On Sep 10, 2009, at 5:01 PM, James McGill wrote:

On Thu, Sep 10, 2009 at 3:06 PM, BJ Freeman <[email protected]> wrote:

if your are time and resource constrained, ofbiz is not right for you.


Do you say that in general, or is there something inherent in
subscription-based services that makes a poor fit with OFBiz?

There wasn't a lot of detail in the original question, but yes, OFBiz does support products sold as subscriptions in a variety of forms (ie with lots of options supported OOTB). To really say yes or no you'd have to do a gap analysis based on more detailed requirements.

I'm not sure what BJ meant, as he wasn't very specific either. Whatever he meant, I don't agree. If you are writing a simple application and don't want to reuse existing functionality the OFBiz framework itself is a great way of doing things and a great set of tools that IMO competes well with everything else out there in terms of developer efficiency and runtime scalability. For more complex applications Apache OFBiz becomes even more valuable as long as you make sure to reuse existing things, and then you can really put together complex applications quickly.

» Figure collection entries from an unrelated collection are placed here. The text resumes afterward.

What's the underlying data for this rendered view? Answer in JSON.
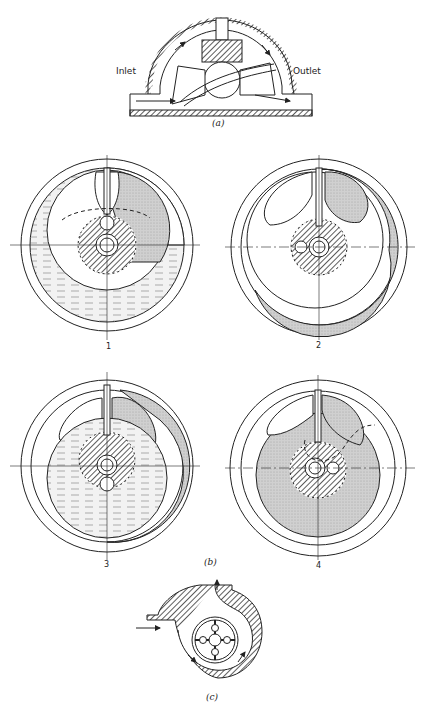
{
  "figure": {
    "panel_a": {
      "caption": "(a)",
      "labels": {
        "inlet": "Inlet",
        "outlet": "Outlet"
      }
    },
    "panel_b": {
      "caption": "(b)",
      "stages": [
        "1",
        "2",
        "3",
        "4"
      ]
    },
    "panel_c": {
      "caption": "(c)"
    },
    "colors": {
      "line": "#222222",
      "shade": "#c8c8c8",
      "liquid": "#e2e2e2",
      "hatch": "#555555"
    }
  }
}
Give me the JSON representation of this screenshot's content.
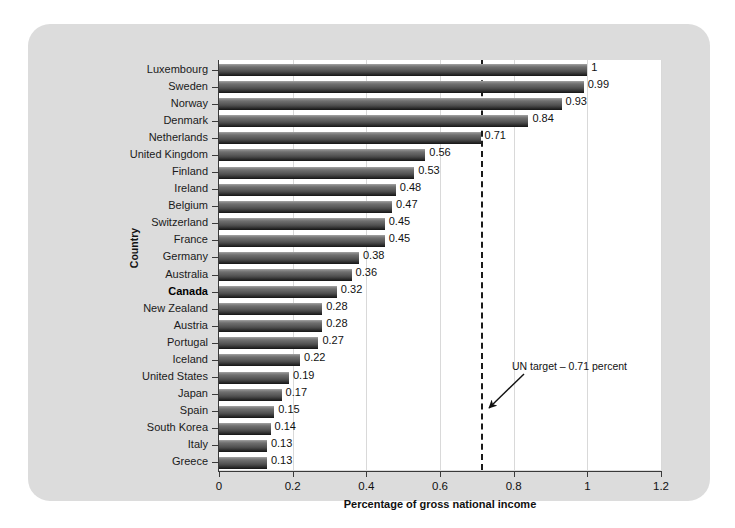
{
  "chart_data": {
    "type": "bar",
    "orientation": "horizontal",
    "title": "",
    "xlabel": "Percentage of gross national income",
    "ylabel": "Country",
    "xlim": [
      0,
      1.2
    ],
    "xticks": [
      "0",
      "0.2",
      "0.4",
      "0.6",
      "0.8",
      "1",
      "1.2"
    ],
    "xtick_values": [
      0,
      0.2,
      0.4,
      0.6,
      0.8,
      1,
      1.2
    ],
    "grid": "vertical-dotted",
    "legend": "none",
    "categories": [
      "Luxembourg",
      "Sweden",
      "Norway",
      "Denmark",
      "Netherlands",
      "United Kingdom",
      "Finland",
      "Ireland",
      "Belgium",
      "Switzerland",
      "France",
      "Germany",
      "Australia",
      "Canada",
      "New Zealand",
      "Austria",
      "Portugal",
      "Iceland",
      "United States",
      "Japan",
      "Spain",
      "South Korea",
      "Italy",
      "Greece"
    ],
    "values": [
      1,
      0.99,
      0.93,
      0.84,
      0.71,
      0.56,
      0.53,
      0.48,
      0.47,
      0.45,
      0.45,
      0.38,
      0.36,
      0.32,
      0.28,
      0.28,
      0.27,
      0.22,
      0.19,
      0.17,
      0.15,
      0.14,
      0.13,
      0.13
    ],
    "value_labels": [
      "1",
      "0.99",
      "0.93",
      "0.84",
      "0.71",
      "0.56",
      "0.53",
      "0.48",
      "0.47",
      "0.45",
      "0.45",
      "0.38",
      "0.36",
      "0.32",
      "0.28",
      "0.28",
      "0.27",
      "0.22",
      "0.19",
      "0.17",
      "0.15",
      "0.14",
      "0.13",
      "0.13"
    ],
    "highlight_category": "Canada",
    "reference_line": {
      "value": 0.71,
      "style": "dashed",
      "label": "UN target – 0.71 percent"
    },
    "colors": {
      "bar_top": "#8d8d8d",
      "bar_bottom": "#141414",
      "panel_background": "#dcdcdc",
      "plot_background": "#ffffff",
      "axis": "#3a3a3a",
      "gridline": "#d9d9d9",
      "text": "#111111"
    }
  }
}
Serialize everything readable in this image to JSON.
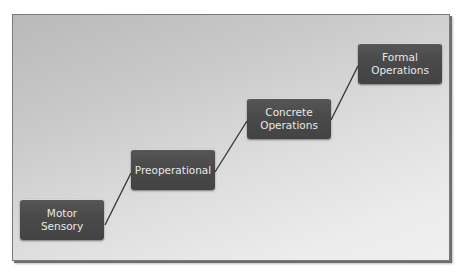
{
  "diagram": {
    "type": "staircase-process",
    "colors": {
      "box_fill": "#4a4a4a",
      "box_text": "#e8e8e8",
      "connector": "#3a3a3a",
      "background_start": "#b9b9b9",
      "background_end": "#efefef"
    },
    "stages": [
      {
        "label_line1": "Motor",
        "label_line2": "Sensory"
      },
      {
        "label_line1": "Preoperational",
        "label_line2": ""
      },
      {
        "label_line1": "Concrete",
        "label_line2": "Operations"
      },
      {
        "label_line1": "Formal",
        "label_line2": "Operations"
      }
    ],
    "connections": [
      {
        "from": "Motor Sensory",
        "to": "Preoperational"
      },
      {
        "from": "Preoperational",
        "to": "Concrete Operations"
      },
      {
        "from": "Concrete Operations",
        "to": "Formal Operations"
      }
    ]
  }
}
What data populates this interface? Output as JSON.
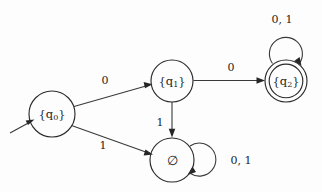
{
  "diagram": {
    "kind": "finite-automaton-state-diagram",
    "alphabet": [
      "0",
      "1"
    ],
    "background_color": "#fdfdfd",
    "stroke_color": "#2b2b2b",
    "text_color": "#1d1d1d",
    "states": [
      {
        "id": "q0",
        "label": "{q",
        "label_sub": "0",
        "label_close": "}",
        "x": 52,
        "y": 114,
        "radius": 23,
        "accepting": false,
        "start": true
      },
      {
        "id": "q1",
        "label": "{q",
        "label_sub": "1",
        "label_close": "}",
        "x": 172,
        "y": 81,
        "radius": 21,
        "accepting": false,
        "start": false
      },
      {
        "id": "q2",
        "label": "{q",
        "label_sub": "2",
        "label_close": "}",
        "x": 286,
        "y": 81,
        "radius": 21,
        "inner_radius": 17,
        "accepting": true,
        "start": false
      },
      {
        "id": "empty",
        "label": "∅",
        "label_sub": "",
        "label_close": "",
        "x": 172,
        "y": 160,
        "radius": 22,
        "accepting": false,
        "start": false
      }
    ],
    "transitions": [
      {
        "id": "t-q0-q1",
        "from": "q0",
        "to": "q1",
        "label": "0",
        "label_x": 105,
        "label_y": 80
      },
      {
        "id": "t-q0-empty",
        "from": "q0",
        "to": "empty",
        "label": "1",
        "label_x": 103,
        "label_y": 145
      },
      {
        "id": "t-q1-q2",
        "from": "q1",
        "to": "q2",
        "label": "0",
        "label_x": 231,
        "label_y": 67
      },
      {
        "id": "t-q1-empty",
        "from": "q1",
        "to": "empty",
        "label": "1",
        "label_x": 160,
        "label_y": 122
      },
      {
        "id": "t-q2-q2",
        "from": "q2",
        "to": "q2",
        "label": "0, 1",
        "label_x": 282,
        "label_y": 19,
        "self_loop": true
      },
      {
        "id": "t-empty-empty",
        "from": "empty",
        "to": "empty",
        "label": "0, 1",
        "label_x": 241,
        "label_y": 160,
        "self_loop": true
      }
    ],
    "start_arrow": {
      "name": "start-arrow",
      "from_x": 10,
      "from_y": 132,
      "to_x": 33,
      "to_y": 120
    }
  }
}
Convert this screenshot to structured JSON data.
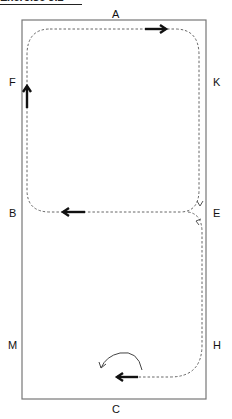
{
  "title": "Exercise 3.2",
  "arena": {
    "letters": {
      "top": "A",
      "bottom": "C",
      "left_upper": "F",
      "left_middle": "B",
      "left_lower": "M",
      "right_upper": "K",
      "right_middle": "E",
      "right_lower": "H"
    }
  },
  "path": {
    "style": "dashed",
    "directions": [
      "right along A side",
      "down K side",
      "left across at E to B",
      "up F side",
      "split at E down to H",
      "left along C side then turn"
    ]
  },
  "colors": {
    "border": "#777777",
    "path": "#666666",
    "arrow": "#111111"
  }
}
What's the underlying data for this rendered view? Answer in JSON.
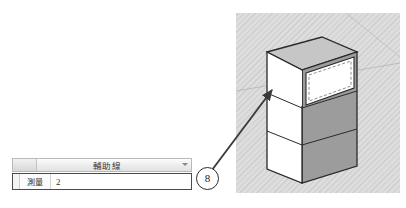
{
  "viewport": {
    "name": "3d-model-viewport",
    "model_description": "tall rectangular cabinet divided into three stacked faces",
    "selected_face": "top",
    "selection_style": "dashed-highlight-rectangle",
    "background_pattern": "diagonal-hatch",
    "colors": {
      "background_hatch": "#d9d9d9",
      "face_front": "#ffffff",
      "face_side": "#9e9e9e",
      "face_top": "#c8c8c8",
      "outline": "#2a2a2a",
      "horizon_line": "#b0b0b0"
    }
  },
  "callout": {
    "badge_label": "8",
    "badge_name": "callout-badge-8",
    "arrow_description": "arrow from badge to selected top face"
  },
  "panel": {
    "header": {
      "title": "輔助線",
      "caret": "chevron-down-icon"
    },
    "row": {
      "label": "測量",
      "value": "2",
      "placeholder": "2"
    }
  }
}
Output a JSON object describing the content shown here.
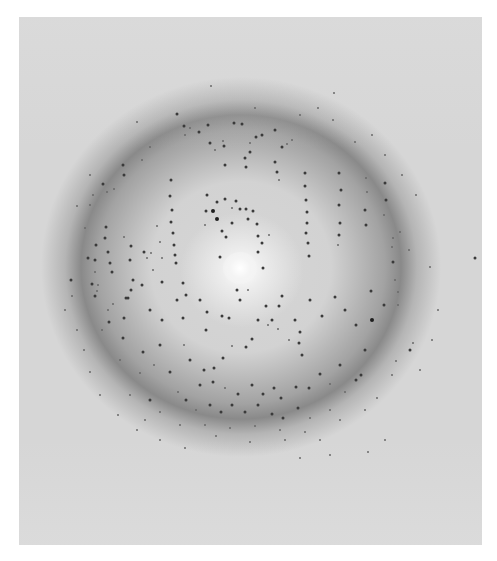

Perhaps what BJ meant is that if you have any sort of complex set of requirements then it will require effort no matter what tools or existing functionality you try to use. If you think that you can find something to use OOTB, or even adjust your requirement to fit some OOTB solution, just make sure you review it in detail first! It can certainly work out, but often doesn't. Even if it does pretty much all businesses that live more than a year or so will want to change and expand things and many solutions designed to be used only OOTB will make that difficult. Again, this is where OFBiz comes in with a combination of existing functionality and flexibility too.